Another story is about the voyage. One night when the storm raged over the Indian Ocean, Rajan Bapa’s dhow got lost. Next morning, the captain released a crow. The crow showed where the nearest land was. That’s how my ancestor landed in Kismayo on the Somali coast. Being a merchant himself, Rajan Bapa purchased some beads as an investment at the famed bead market of Kismayo where camel caravans from the sand dunes of the interior and dhows from the Indian Ocean met and traded. In the first decades of the 1900s, Kismayo was a vibrant trading port with a sizeable settlement of Khoja merchants. Among them was the family of Lalji Mangalji, the name that is associated with the building of the magnificent Darkhana in Vancouver. It is probable that my great grandfather stayed with his family because Laji Mangalji, so the story goes, was the Mukhi of Kismayo.

Lost Khoja travelers like my great grandfather, itinerant merchants, and penniless young men would often find their way to the Mukhi's house. Arrangements were then made for meals that the local Khoja jamat was obligated to provide for their caste men, and they slept in the Jamat khana. That was how it was done in those early pioneer days.
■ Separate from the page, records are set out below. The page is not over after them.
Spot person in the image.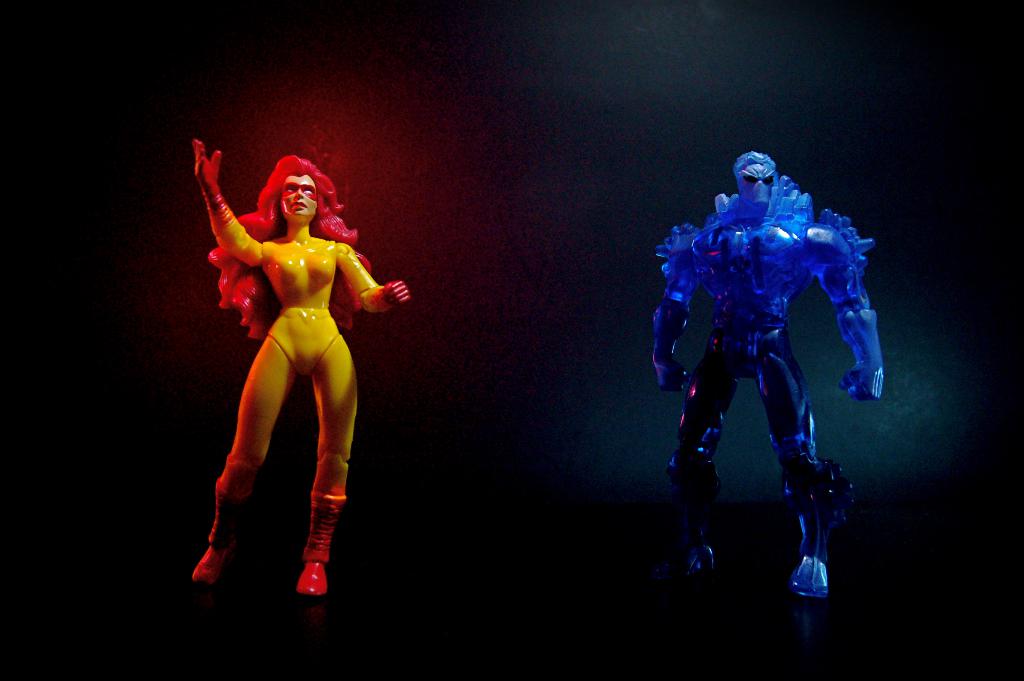
person found at x1=184, y1=131, x2=416, y2=603.
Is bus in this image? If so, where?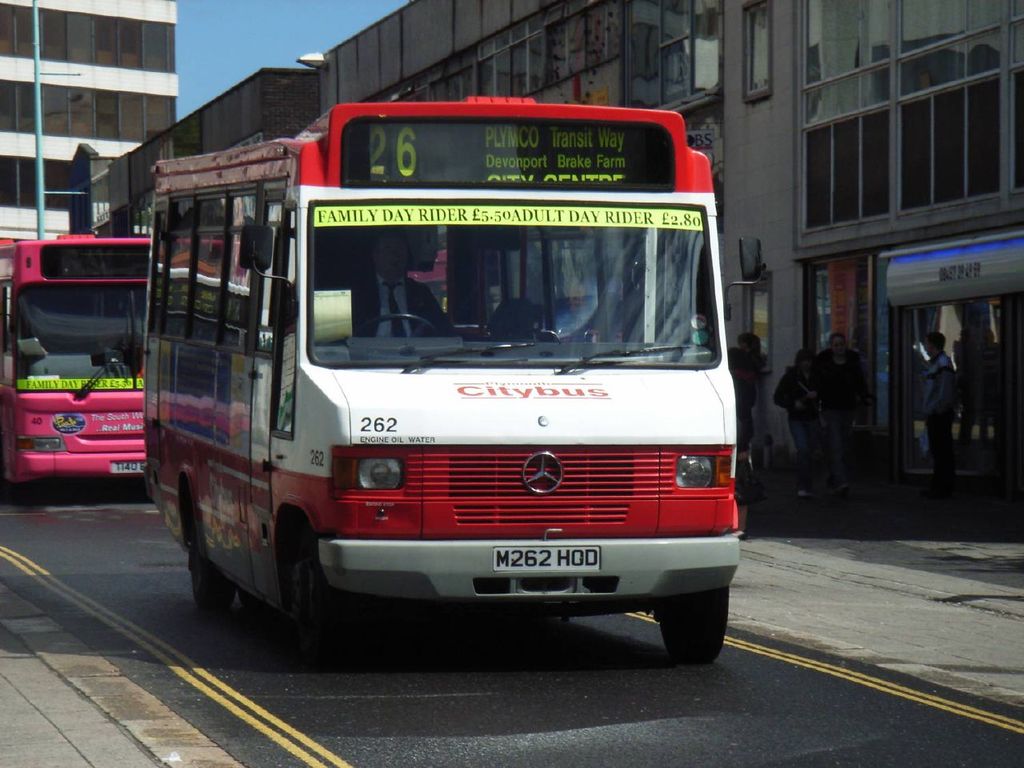
Yes, at {"x1": 0, "y1": 233, "x2": 154, "y2": 483}.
Visiting merchants and newly arrived made long term friendships and contacts at the jamat khanas and learnt to know the land from the earlier settlers. The jamat’s hospitality was spoken about as partly religious and partly as the caste custom of brotherhood known as panjebhaiyo that brought barakat meaning blessings. This was the time when dhows with Khoja merchants on board plied between India, Muscat and Zanzibar and the inland trade routes were laid.

My great grandfather’s story then moves to Mombasa keeping the beads in the thread. This is what I learnt from one of Rajan Bapa’s grandson. They called him Meshnari Madat Bhai. Meshnari Madat Bhai was interested in finding family roots and had in fact visited the ancestral village of Juno Savar in Gujarat. He said that every morning Rajan Bapa was seen spreading his straw mat under a palm tree at the old market in Mombasa. Rajan Bapa measured the beads in his cupped hands and arranged them in heaps in lines on the mat. The Mijikenda from the nine village communities around the old slave port came to admire and buy the beads that would resonate with their norms of beauty, social values, and adornment.

Rajan Bapa’s initial investment in beads like that of other Khoja merchants later expanded to textiles and he became a wealthy man. In fact, wealthy enough to be blessed to be able to contribute to community charities and building of two jamat khanas in his birthland. So, the story connects back to the origin in India through the practice of giving what we called sewa and dharma. Sewa and dharma are mentioned in the earliest of scriptures like the Bhagvat Gita, the longest poem ever written in an ancient language. It is still recited as an oral tradition, recalling the ethics of giving and serving.

What I remember from incidental anecdotes in family talk is about Rajan Bapa’s act of giving to the community. This is what brings pride to his descendants and is remembered. Stories of giving were memorialized on wall plaques and told as oral histories about migrations, origins and family genealogies. Growing up in Kenya and travelling around in East Africa, I enjoyed reading the names and dates on plaques on our community buildings - schools, clinics, libraries, social halls and the jamat khanas. They told me about our forefathers, the history of the settlement and making of the community. The plaques became immediate and meaningful when I could associate them with family names.